I am finally back, and while it will take me a while to “get up to speed”, expect normal publishing (actually I might publish smaller but more frequently in the next few days). Also, worth noting, up until the end of 2021 I had lingering issues in my muscles, any demanding enough physical task (including lifting for “gains”) sometimes meant weeks in bed or barely moving.
Whatever was going on, it is gone. After 48 hours of intensive physical labor, besides muscle soreness (unlike before when I experienced massive muscle pain), I feel normal, not even the usual energy crash I used to experience. All in all, this was a good thing.
So in between assembling all the furniture back together, and scrolling on Twitter, I saw a few headlines that caught my eye.
Six children die with Strep A bacterial infection
Six children have died with an invasive condition caused by Strep A - including five under 10-year-olds in England since September - the UK Health Security Agency has said.
A girl from Wales has also died. No deaths have been confirmed in Scotland or Northern Ireland.
Strep A infections are normally mild but people can become seriously ill.
Island Health quietly declares rare bacterial infection outbreak
One person has died from Hib this year, after the disease was dormant for the past decade
The Vancouver Island health region has seen a sharp increase in a bacterial infection over the past two months—one that was all but eradicated over the past decade.
Island Health told Capital Daily there have been eight confirmed cases of Haemophilus influenza type B (Hib) disease in Victoria, Nanaimo, and Parksville since late 2021, and one person has died.
This isn’t as much as “news” if you have read me for a while, you can go back over a year ago, and you can find me talking about the spike in Sepsis numbers every so often (it comes and go in waves…), with the most recent one being this one.
Many of my Twitter followers have now informed me that either a closed relative or closed children within the family developed some sort of exacerbated, septic sometimes, state. This fall within, and it is a direct byproduct of the infection and the mechanism discussed below further connecting many of the dynamics already covered in this Substack.
But the Spike Protein both binding with LPS and bursting biofilms would not be able to explain the myriad of infections, from bacteria to fungi, with all the weird respiratory epidemics going on. So after much thought, I went looking into what could explain the paradoxical state untold amounts of people find themselves, with plenty of endotoxins in their bodies, but in an atypical state of low inflammation and often immune suppression.
Endotoxin Tolerance.
Endotoxin Tolerance will happen via multiple mechanisms, either by a “flood” (large quantity) of LPS, or by repeated exposure to lower levels of the same, in such a state, the body becomes less responsive when exposed to LPS, and often ends itself in a weird state of low systemic inflammation, but also immune “suppressed” leaving the door’s open to a myriad of secondary infections.

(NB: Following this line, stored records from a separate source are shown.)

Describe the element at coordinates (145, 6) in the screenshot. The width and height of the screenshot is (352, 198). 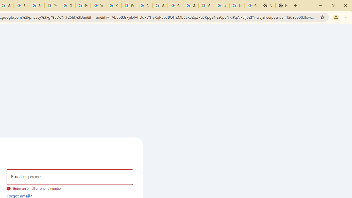
I see `Create your Google Account` at that location.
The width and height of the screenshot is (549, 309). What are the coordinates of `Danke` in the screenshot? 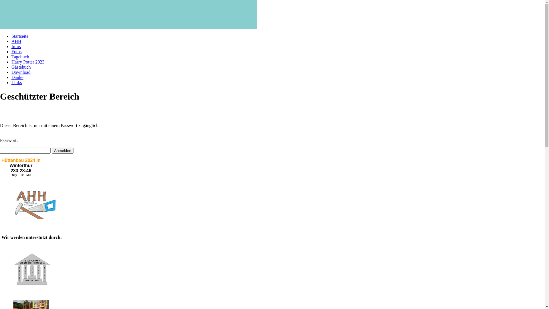 It's located at (17, 77).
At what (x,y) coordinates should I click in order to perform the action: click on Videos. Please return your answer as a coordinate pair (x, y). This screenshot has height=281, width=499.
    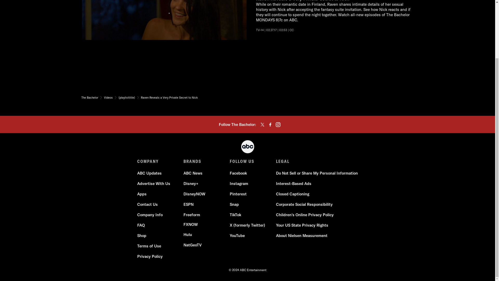
    Looking at the image, I should click on (108, 97).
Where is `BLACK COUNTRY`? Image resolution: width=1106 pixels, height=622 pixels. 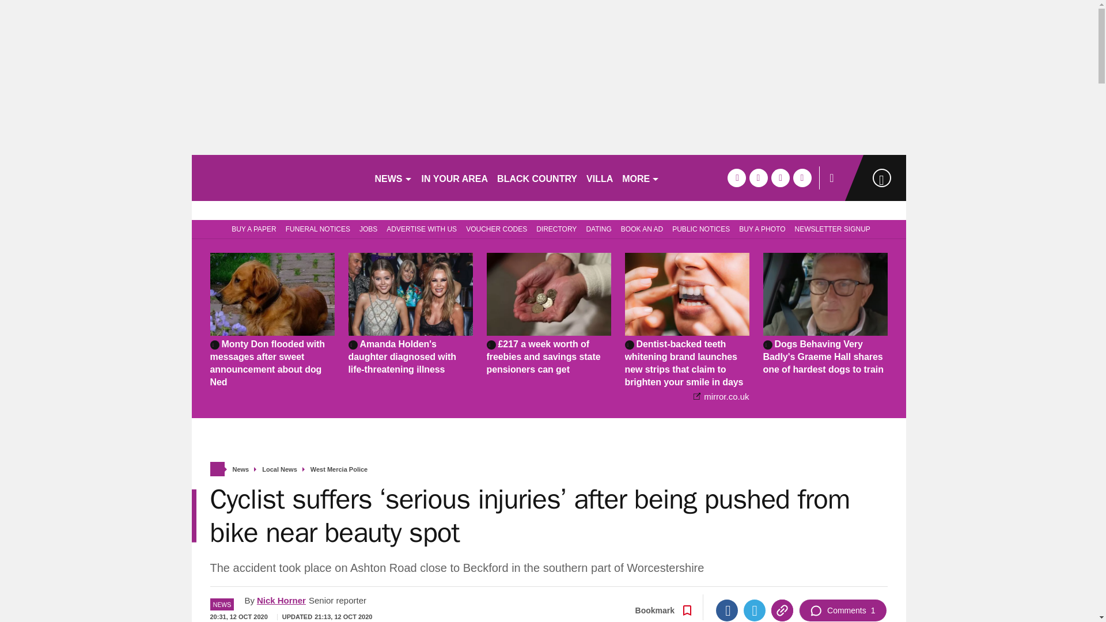 BLACK COUNTRY is located at coordinates (537, 177).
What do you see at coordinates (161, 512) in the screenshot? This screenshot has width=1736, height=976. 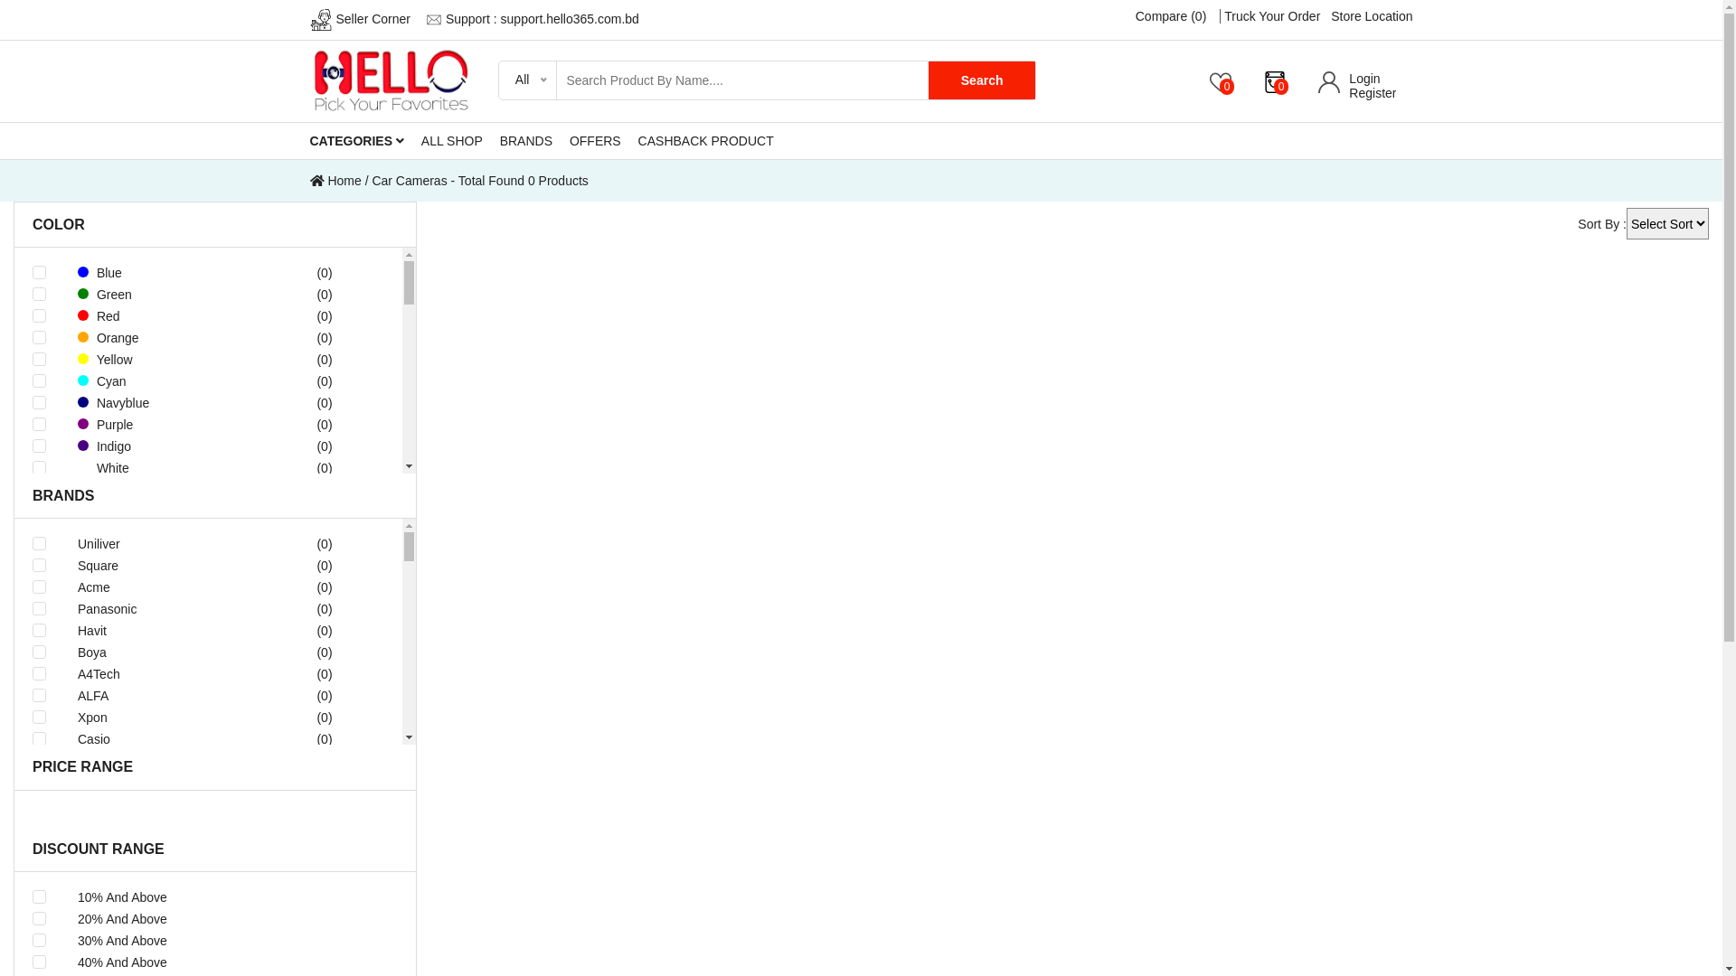 I see `Lightpink` at bounding box center [161, 512].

This will be the focus of an extensive substack I intended to do 2 weeks ago, but as an introduction, it will suffice. And just for fun, are you perhaps curious about what exactly the anti-inflammatory cytokines do to the body ?
Transforming growth factor (TGF)-β is one of the “master” regulators of IDO, the enzyme responsible to metabolize Tryptophan, and the Kynurenine Pathway.

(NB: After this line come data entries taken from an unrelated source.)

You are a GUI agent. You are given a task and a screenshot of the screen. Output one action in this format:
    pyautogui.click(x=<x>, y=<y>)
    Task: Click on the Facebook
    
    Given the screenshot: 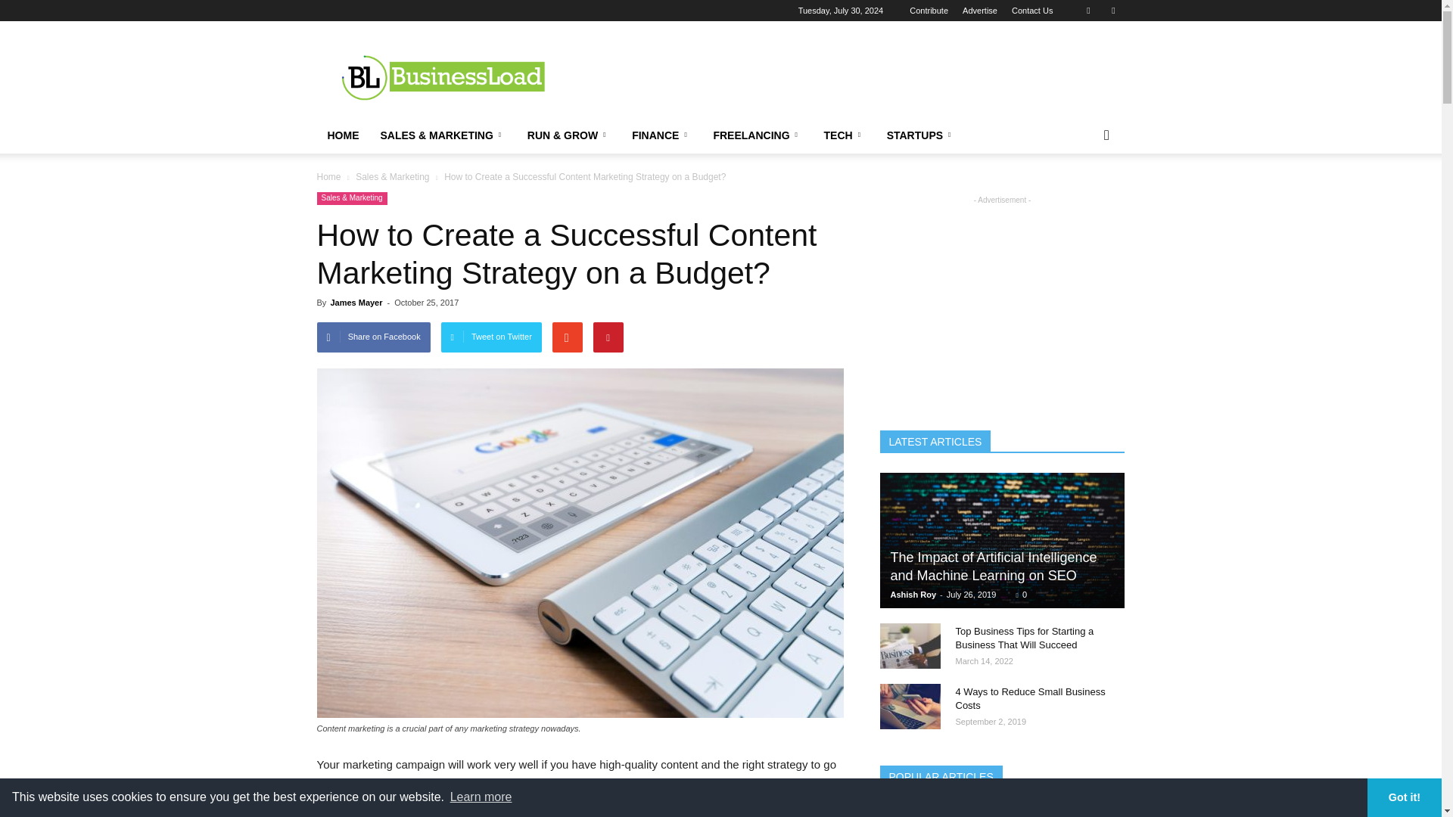 What is the action you would take?
    pyautogui.click(x=1088, y=11)
    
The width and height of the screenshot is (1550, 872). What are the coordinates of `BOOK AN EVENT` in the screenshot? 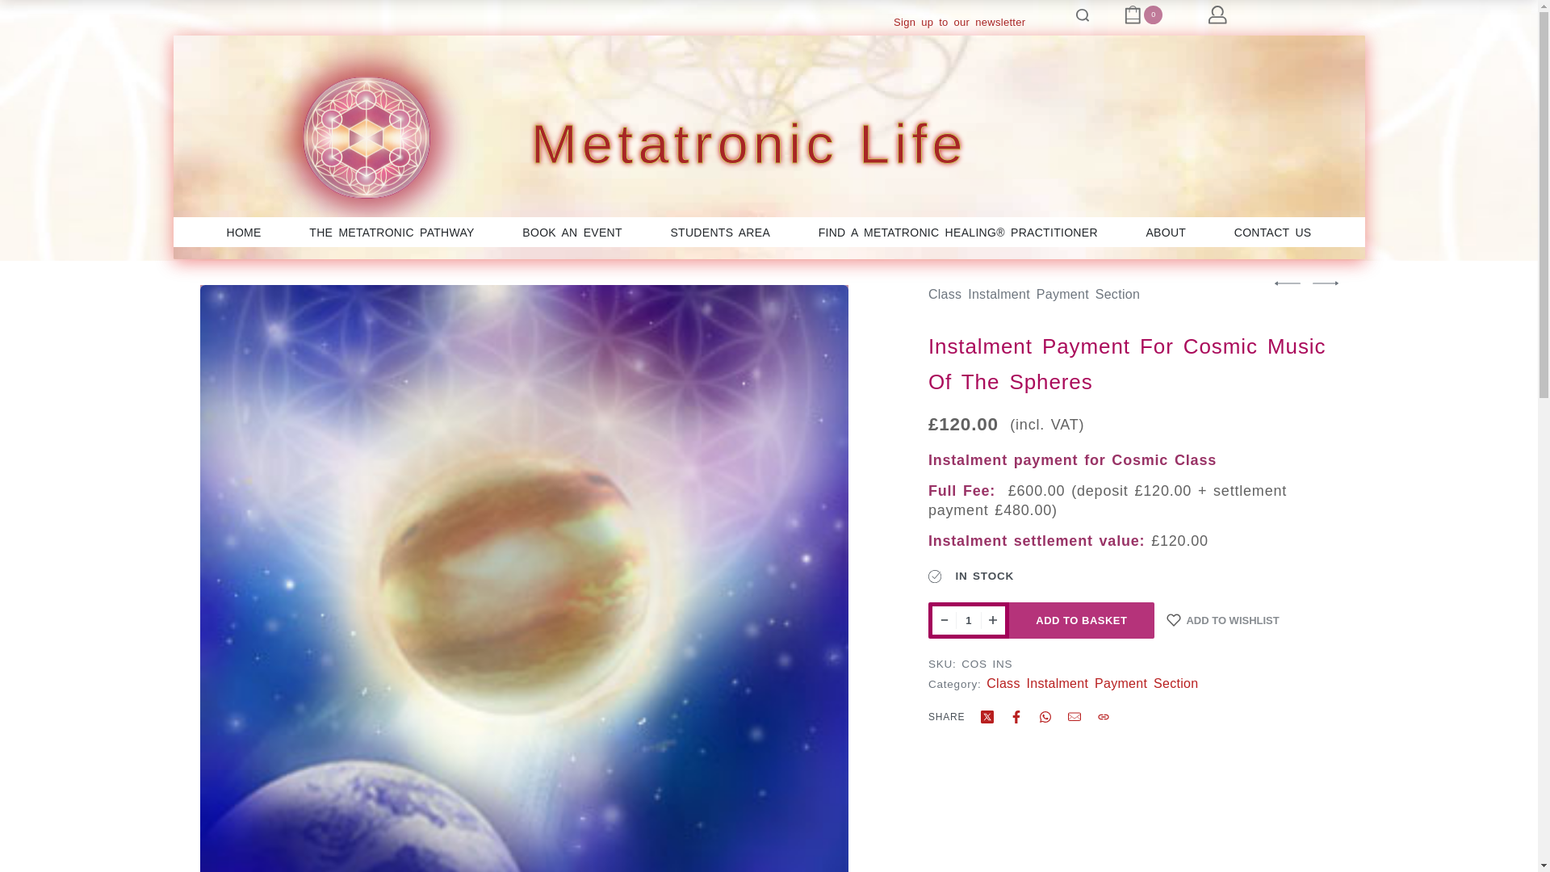 It's located at (573, 233).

I appreciate everyone's patience, regular publishing is now resumed. Next post is about… *check notes
Covid, microbiome, and kynurenines… oh…
As a spoiler alert, for those who read it till here, and I will also refer to the following paper in the ET substack, here is a simple, inexpensive way to treat endotoxin tolerance.
Treatment With Acetylsalicylic Acid Reverses Endotoxin Tolerance in Humans In Vivo: A Randomized Placebo-Controlled Study
Conclusions:
Treatment, but not prophylaxis, with low-dose acetylsalicylic acid, partially reverses endotoxin tolerance in humans in vivo by shifting response toward a proinflammatory phenotype. This acetylsalicylic acid–induced proinflammatory shift was also observed in septic monocytes, signifying that patients suffering from sepsis-induced immunoparalysis might benefit from initiating acetylsalicylic acid treatment.

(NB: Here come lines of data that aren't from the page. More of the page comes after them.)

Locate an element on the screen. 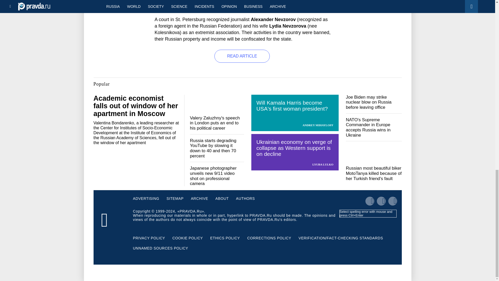 This screenshot has width=499, height=281. RUSSIA is located at coordinates (161, 7).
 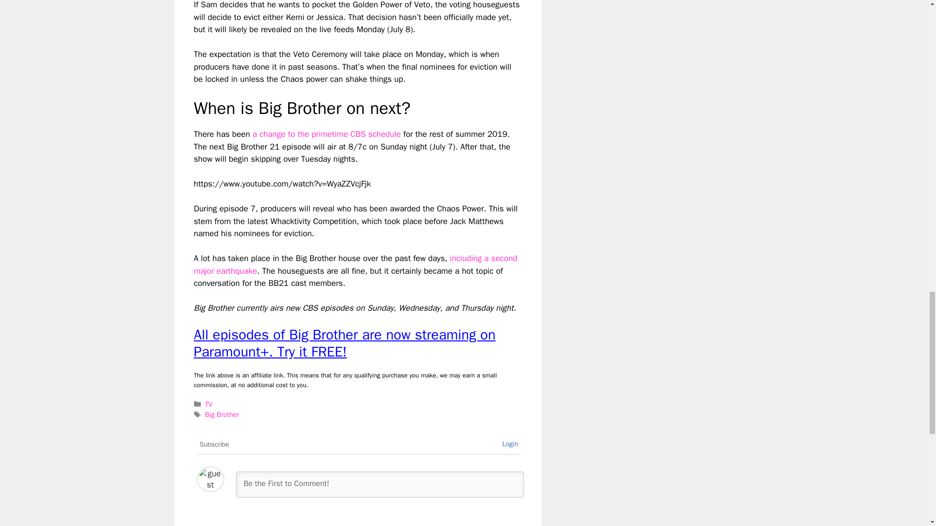 What do you see at coordinates (327, 134) in the screenshot?
I see `a change to the primetime CBS schedule` at bounding box center [327, 134].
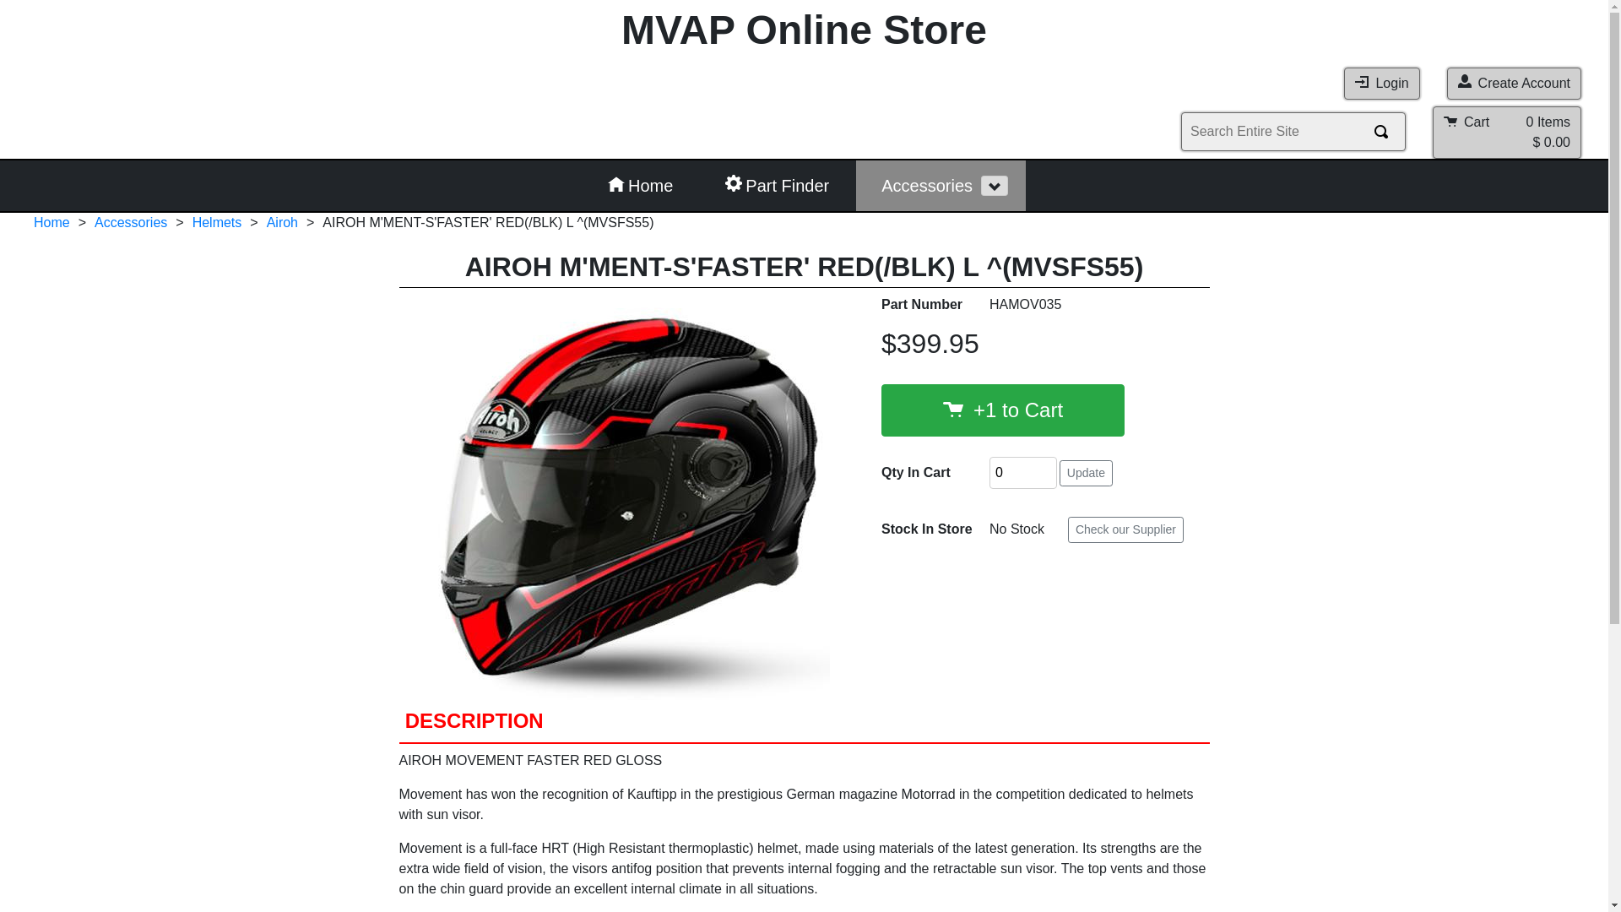  What do you see at coordinates (1086, 473) in the screenshot?
I see `Update` at bounding box center [1086, 473].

I welcome and appreciate the support of those who choose a paid subscription, or who decide to buy me a coffee whenever they feel like it, and everyone who shares my Substack. Without all of you, this wouldn’t be possible.
"Rare" bacterial infections becoming not so rare
I have dozens of e-mails, untold amounts of messages to reply, and commentaries here on Substack so... be patient, I will get to you soon.